“Fragile states are the toughest development challenge of our era,” said Zoellick in his keynote address at the 50th anniversary conference of the International Institute for Strategic Studies. “Soldiers and aid workers need to cooperate to help the people in these countries shift from being victims to becoming the principal agents of recovery. Without this cooperation, efforts to save fragile states are likely to fail, and we will all pay the consequences.”
“… These situations require looking beyond the analytics of development – to a different framework of building security, legitimacy, governance, and economy. This is not security as usual, or development as usual. Nor is it about what we have come to think of as peacebuilding or peacekeeping,” said Zoellick. “This is about Securing Development – bringing security and development together first to smooth the transition from conflict to peace and then to embed stability so that development can take hold over a decade and beyond. Only by securing development can we put down roots deep enough to break the cycle of fragility and violence.”
Noting that the World Bank Group committed over $3 billion to fragile states or countries suffering from conflict, Zoellick described many of the challenges facing states, and outlined 10 areas to focus on. These ranged from building the legitimacy of states and rule of law; strengthened security; local and national ownership; economic stability and a healthy private sector; the political economy; coordination among institutions and actors; the regional context; and the need for long term commitment.
Zoellick called for better integrating the military, political, legal, developmental, financial and technical tools with a variety of actors, from states to international organizations, civil society to the private sector.
The World Bank Group estimates that one billion people, including about 340 million of the world’s extreme poor, are estimated to live in fragile states. Zoellick noted that these countries account for about a third of the deaths in poor countries from HIV/AIDS, a third of those who lack access to clean water, and a third of children who do not complete primary school. Fragile states have poverty rates averaging 54 percent, compared to 22 percent in other low income countries, he added.
Zoellick said the breakdown of states creates “waves of danger” for their regions and ultimately for the world, spawning diseases, outflows of desperate people, criminality, and terrorism. “…as the world witnessed seven years ago yesterday, broken states can be the weak link in the global security chain if they are infiltrated by terrorists who recruit, train, and prosper amidst devastation,” Zoellick said.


* [WORK TASK]:
Each of the lines below must be retyped character for character.

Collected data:
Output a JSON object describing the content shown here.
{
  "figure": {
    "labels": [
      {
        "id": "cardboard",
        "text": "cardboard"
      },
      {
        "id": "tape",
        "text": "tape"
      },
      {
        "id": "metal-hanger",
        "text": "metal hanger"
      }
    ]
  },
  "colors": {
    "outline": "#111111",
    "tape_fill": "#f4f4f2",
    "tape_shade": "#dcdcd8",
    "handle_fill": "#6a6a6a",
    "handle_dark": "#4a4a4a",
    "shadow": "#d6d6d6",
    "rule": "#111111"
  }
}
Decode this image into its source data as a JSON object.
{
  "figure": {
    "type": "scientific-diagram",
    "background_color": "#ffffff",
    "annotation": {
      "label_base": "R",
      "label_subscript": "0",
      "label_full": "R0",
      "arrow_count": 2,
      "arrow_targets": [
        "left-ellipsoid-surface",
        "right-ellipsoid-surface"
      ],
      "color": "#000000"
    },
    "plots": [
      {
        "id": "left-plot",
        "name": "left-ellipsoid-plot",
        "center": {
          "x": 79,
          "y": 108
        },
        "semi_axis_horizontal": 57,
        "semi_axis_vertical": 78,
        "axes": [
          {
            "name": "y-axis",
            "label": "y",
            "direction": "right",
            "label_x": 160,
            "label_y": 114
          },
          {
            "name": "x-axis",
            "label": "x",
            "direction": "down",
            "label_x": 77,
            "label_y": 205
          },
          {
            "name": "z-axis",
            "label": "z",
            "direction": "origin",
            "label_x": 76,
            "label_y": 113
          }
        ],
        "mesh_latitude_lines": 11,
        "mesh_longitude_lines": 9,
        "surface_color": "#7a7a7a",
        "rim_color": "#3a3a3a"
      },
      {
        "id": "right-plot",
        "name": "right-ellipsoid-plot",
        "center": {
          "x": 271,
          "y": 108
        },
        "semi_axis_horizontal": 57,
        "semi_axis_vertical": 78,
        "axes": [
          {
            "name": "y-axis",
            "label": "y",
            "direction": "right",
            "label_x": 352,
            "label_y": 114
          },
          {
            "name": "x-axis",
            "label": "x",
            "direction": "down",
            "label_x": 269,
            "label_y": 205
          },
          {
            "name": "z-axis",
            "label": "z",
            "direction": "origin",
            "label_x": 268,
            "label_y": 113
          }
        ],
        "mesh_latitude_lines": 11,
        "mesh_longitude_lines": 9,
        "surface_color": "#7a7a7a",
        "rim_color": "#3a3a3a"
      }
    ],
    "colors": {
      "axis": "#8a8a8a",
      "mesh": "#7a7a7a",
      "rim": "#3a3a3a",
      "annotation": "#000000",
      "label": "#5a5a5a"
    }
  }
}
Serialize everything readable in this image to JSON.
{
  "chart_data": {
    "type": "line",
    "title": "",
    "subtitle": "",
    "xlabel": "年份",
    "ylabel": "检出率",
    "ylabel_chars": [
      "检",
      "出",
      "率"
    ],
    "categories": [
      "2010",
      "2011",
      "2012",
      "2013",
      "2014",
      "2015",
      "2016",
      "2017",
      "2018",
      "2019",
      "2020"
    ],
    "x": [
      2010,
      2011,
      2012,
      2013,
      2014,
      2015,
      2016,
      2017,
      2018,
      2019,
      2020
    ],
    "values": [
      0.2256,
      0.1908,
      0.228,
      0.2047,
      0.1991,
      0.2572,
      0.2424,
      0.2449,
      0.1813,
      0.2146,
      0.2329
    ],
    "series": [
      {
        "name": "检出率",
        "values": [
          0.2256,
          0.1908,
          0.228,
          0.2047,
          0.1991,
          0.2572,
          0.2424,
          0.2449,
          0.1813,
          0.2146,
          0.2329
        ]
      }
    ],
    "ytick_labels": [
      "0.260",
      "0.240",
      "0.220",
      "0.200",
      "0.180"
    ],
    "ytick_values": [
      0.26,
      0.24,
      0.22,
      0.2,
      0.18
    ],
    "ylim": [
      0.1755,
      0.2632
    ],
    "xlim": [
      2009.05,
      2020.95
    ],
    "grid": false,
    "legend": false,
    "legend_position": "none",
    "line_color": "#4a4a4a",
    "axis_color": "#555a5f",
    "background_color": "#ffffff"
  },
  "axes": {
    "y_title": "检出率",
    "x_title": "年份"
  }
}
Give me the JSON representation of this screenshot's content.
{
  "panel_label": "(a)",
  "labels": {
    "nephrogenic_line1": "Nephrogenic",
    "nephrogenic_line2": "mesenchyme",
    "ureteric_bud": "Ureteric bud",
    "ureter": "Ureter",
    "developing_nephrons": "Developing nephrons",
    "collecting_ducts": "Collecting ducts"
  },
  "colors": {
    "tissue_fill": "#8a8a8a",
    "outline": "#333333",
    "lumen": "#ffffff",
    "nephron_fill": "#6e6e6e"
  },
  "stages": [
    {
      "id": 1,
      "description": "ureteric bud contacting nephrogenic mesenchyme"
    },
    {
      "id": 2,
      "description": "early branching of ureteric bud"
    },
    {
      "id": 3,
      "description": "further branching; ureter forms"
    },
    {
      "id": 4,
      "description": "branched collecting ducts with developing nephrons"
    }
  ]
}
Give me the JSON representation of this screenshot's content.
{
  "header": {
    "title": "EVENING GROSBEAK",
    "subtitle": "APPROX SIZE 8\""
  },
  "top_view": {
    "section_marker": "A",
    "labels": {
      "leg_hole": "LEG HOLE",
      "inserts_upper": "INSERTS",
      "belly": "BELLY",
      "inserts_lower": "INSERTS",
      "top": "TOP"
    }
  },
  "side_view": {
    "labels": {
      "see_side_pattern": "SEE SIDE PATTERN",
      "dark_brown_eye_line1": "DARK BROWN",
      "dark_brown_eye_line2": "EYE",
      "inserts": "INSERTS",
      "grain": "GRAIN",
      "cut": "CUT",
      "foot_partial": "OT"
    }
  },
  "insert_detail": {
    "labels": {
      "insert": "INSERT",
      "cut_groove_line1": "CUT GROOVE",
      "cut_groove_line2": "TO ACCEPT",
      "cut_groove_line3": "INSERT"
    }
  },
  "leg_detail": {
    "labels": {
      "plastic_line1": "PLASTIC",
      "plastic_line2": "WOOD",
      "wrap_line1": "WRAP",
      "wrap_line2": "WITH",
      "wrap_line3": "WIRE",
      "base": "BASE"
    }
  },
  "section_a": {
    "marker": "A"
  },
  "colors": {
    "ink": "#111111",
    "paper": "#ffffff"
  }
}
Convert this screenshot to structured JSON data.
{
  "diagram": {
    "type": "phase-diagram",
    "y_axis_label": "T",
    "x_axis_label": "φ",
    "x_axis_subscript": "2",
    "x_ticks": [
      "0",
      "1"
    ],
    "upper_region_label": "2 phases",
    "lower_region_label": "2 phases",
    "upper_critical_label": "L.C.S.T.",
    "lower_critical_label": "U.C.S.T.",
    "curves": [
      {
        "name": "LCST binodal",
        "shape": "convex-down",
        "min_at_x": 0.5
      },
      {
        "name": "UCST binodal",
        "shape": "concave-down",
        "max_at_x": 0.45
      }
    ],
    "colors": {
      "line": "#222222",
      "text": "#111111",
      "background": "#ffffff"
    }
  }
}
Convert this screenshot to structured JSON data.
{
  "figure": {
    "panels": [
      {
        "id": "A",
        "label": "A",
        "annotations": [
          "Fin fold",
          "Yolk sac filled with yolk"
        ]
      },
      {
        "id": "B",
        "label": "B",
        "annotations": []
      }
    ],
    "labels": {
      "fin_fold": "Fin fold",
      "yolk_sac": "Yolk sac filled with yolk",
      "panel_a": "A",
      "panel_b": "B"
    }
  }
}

* [PROBLEM SOLUTION]:
Output a JSON object describing the content shown here.
{
  "figure": {
    "labels": [
      {
        "id": "cardboard",
        "text": "cardboard"
      },
      {
        "id": "tape",
        "text": "tape"
      },
      {
        "id": "metal-hanger",
        "text": "metal hanger"
      }
    ]
  },
  "colors": {
    "outline": "#111111",
    "tape_fill": "#f4f4f2",
    "tape_shade": "#dcdcd8",
    "handle_fill": "#6a6a6a",
    "handle_dark": "#4a4a4a",
    "shadow": "#d6d6d6",
    "rule": "#111111"
  }
}
Decode this image into its source data as a JSON object.
{
  "figure": {
    "type": "scientific-diagram",
    "background_color": "#ffffff",
    "annotation": {
      "label_base": "R",
      "label_subscript": "0",
      "label_full": "R0",
      "arrow_count": 2,
      "arrow_targets": [
        "left-ellipsoid-surface",
        "right-ellipsoid-surface"
      ],
      "color": "#000000"
    },
    "plots": [
      {
        "id": "left-plot",
        "name": "left-ellipsoid-plot",
        "center": {
          "x": 79,
          "y": 108
        },
        "semi_axis_horizontal": 57,
        "semi_axis_vertical": 78,
        "axes": [
          {
            "name": "y-axis",
            "label": "y",
            "direction": "right",
            "label_x": 160,
            "label_y": 114
          },
          {
            "name": "x-axis",
            "label": "x",
            "direction": "down",
            "label_x": 77,
            "label_y": 205
          },
          {
            "name": "z-axis",
            "label": "z",
            "direction": "origin",
            "label_x": 76,
            "label_y": 113
          }
        ],
        "mesh_latitude_lines": 11,
        "mesh_longitude_lines": 9,
        "surface_color": "#7a7a7a",
        "rim_color": "#3a3a3a"
      },
      {
        "id": "right-plot",
        "name": "right-ellipsoid-plot",
        "center": {
          "x": 271,
          "y": 108
        },
        "semi_axis_horizontal": 57,
        "semi_axis_vertical": 78,
        "axes": [
          {
            "name": "y-axis",
            "label": "y",
            "direction": "right",
            "label_x": 352,
            "label_y": 114
          },
          {
            "name": "x-axis",
            "label": "x",
            "direction": "down",
            "label_x": 269,
            "label_y": 205
          },
          {
            "name": "z-axis",
            "label": "z",
            "direction": "origin",
            "label_x": 268,
            "label_y": 113
          }
        ],
        "mesh_latitude_lines": 11,
        "mesh_longitude_lines": 9,
        "surface_color": "#7a7a7a",
        "rim_color": "#3a3a3a"
      }
    ],
    "colors": {
      "axis": "#8a8a8a",
      "mesh": "#7a7a7a",
      "rim": "#3a3a3a",
      "annotation": "#000000",
      "label": "#5a5a5a"
    }
  }
}
Serialize everything readable in this image to JSON.
{
  "chart_data": {
    "type": "line",
    "title": "",
    "subtitle": "",
    "xlabel": "年份",
    "ylabel": "检出率",
    "ylabel_chars": [
      "检",
      "出",
      "率"
    ],
    "categories": [
      "2010",
      "2011",
      "2012",
      "2013",
      "2014",
      "2015",
      "2016",
      "2017",
      "2018",
      "2019",
      "2020"
    ],
    "x": [
      2010,
      2011,
      2012,
      2013,
      2014,
      2015,
      2016,
      2017,
      2018,
      2019,
      2020
    ],
    "values": [
      0.2256,
      0.1908,
      0.228,
      0.2047,
      0.1991,
      0.2572,
      0.2424,
      0.2449,
      0.1813,
      0.2146,
      0.2329
    ],
    "series": [
      {
        "name": "检出率",
        "values": [
          0.2256,
          0.1908,
          0.228,
          0.2047,
          0.1991,
          0.2572,
          0.2424,
          0.2449,
          0.1813,
          0.2146,
          0.2329
        ]
      }
    ],
    "ytick_labels": [
      "0.260",
      "0.240",
      "0.220",
      "0.200",
      "0.180"
    ],
    "ytick_values": [
      0.26,
      0.24,
      0.22,
      0.2,
      0.18
    ],
    "ylim": [
      0.1755,
      0.2632
    ],
    "xlim": [
      2009.05,
      2020.95
    ],
    "grid": false,
    "legend": false,
    "legend_position": "none",
    "line_color": "#4a4a4a",
    "axis_color": "#555a5f",
    "background_color": "#ffffff"
  },
  "axes": {
    "y_title": "检出率",
    "x_title": "年份"
  }
}
Give me the JSON representation of this screenshot's content.
{
  "panel_label": "(a)",
  "labels": {
    "nephrogenic_line1": "Nephrogenic",
    "nephrogenic_line2": "mesenchyme",
    "ureteric_bud": "Ureteric bud",
    "ureter": "Ureter",
    "developing_nephrons": "Developing nephrons",
    "collecting_ducts": "Collecting ducts"
  },
  "colors": {
    "tissue_fill": "#8a8a8a",
    "outline": "#333333",
    "lumen": "#ffffff",
    "nephron_fill": "#6e6e6e"
  },
  "stages": [
    {
      "id": 1,
      "description": "ureteric bud contacting nephrogenic mesenchyme"
    },
    {
      "id": 2,
      "description": "early branching of ureteric bud"
    },
    {
      "id": 3,
      "description": "further branching; ureter forms"
    },
    {
      "id": 4,
      "description": "branched collecting ducts with developing nephrons"
    }
  ]
}
Give me the JSON representation of this screenshot's content.
{
  "header": {
    "title": "EVENING GROSBEAK",
    "subtitle": "APPROX SIZE 8\""
  },
  "top_view": {
    "section_marker": "A",
    "labels": {
      "leg_hole": "LEG HOLE",
      "inserts_upper": "INSERTS",
      "belly": "BELLY",
      "inserts_lower": "INSERTS",
      "top": "TOP"
    }
  },
  "side_view": {
    "labels": {
      "see_side_pattern": "SEE SIDE PATTERN",
      "dark_brown_eye_line1": "DARK BROWN",
      "dark_brown_eye_line2": "EYE",
      "inserts": "INSERTS",
      "grain": "GRAIN",
      "cut": "CUT",
      "foot_partial": "OT"
    }
  },
  "insert_detail": {
    "labels": {
      "insert": "INSERT",
      "cut_groove_line1": "CUT GROOVE",
      "cut_groove_line2": "TO ACCEPT",
      "cut_groove_line3": "INSERT"
    }
  },
  "leg_detail": {
    "labels": {
      "plastic_line1": "PLASTIC",
      "plastic_line2": "WOOD",
      "wrap_line1": "WRAP",
      "wrap_line2": "WITH",
      "wrap_line3": "WIRE",
      "base": "BASE"
    }
  },
  "section_a": {
    "marker": "A"
  },
  "colors": {
    "ink": "#111111",
    "paper": "#ffffff"
  }
}
Convert this screenshot to structured JSON data.
{
  "diagram": {
    "type": "phase-diagram",
    "y_axis_label": "T",
    "x_axis_label": "φ",
    "x_axis_subscript": "2",
    "x_ticks": [
      "0",
      "1"
    ],
    "upper_region_label": "2 phases",
    "lower_region_label": "2 phases",
    "upper_critical_label": "L.C.S.T.",
    "lower_critical_label": "U.C.S.T.",
    "curves": [
      {
        "name": "LCST binodal",
        "shape": "convex-down",
        "min_at_x": 0.5
      },
      {
        "name": "UCST binodal",
        "shape": "concave-down",
        "max_at_x": 0.45
      }
    ],
    "colors": {
      "line": "#222222",
      "text": "#111111",
      "background": "#ffffff"
    }
  }
}
Convert this screenshot to structured JSON data.
{
  "figure": {
    "panels": [
      {
        "id": "A",
        "label": "A",
        "annotations": [
          "Fin fold",
          "Yolk sac filled with yolk"
        ]
      },
      {
        "id": "B",
        "label": "B",
        "annotations": []
      }
    ],
    "labels": {
      "fin_fold": "Fin fold",
      "yolk_sac": "Yolk sac filled with yolk",
      "panel_a": "A",
      "panel_b": "B"
    }
  }
}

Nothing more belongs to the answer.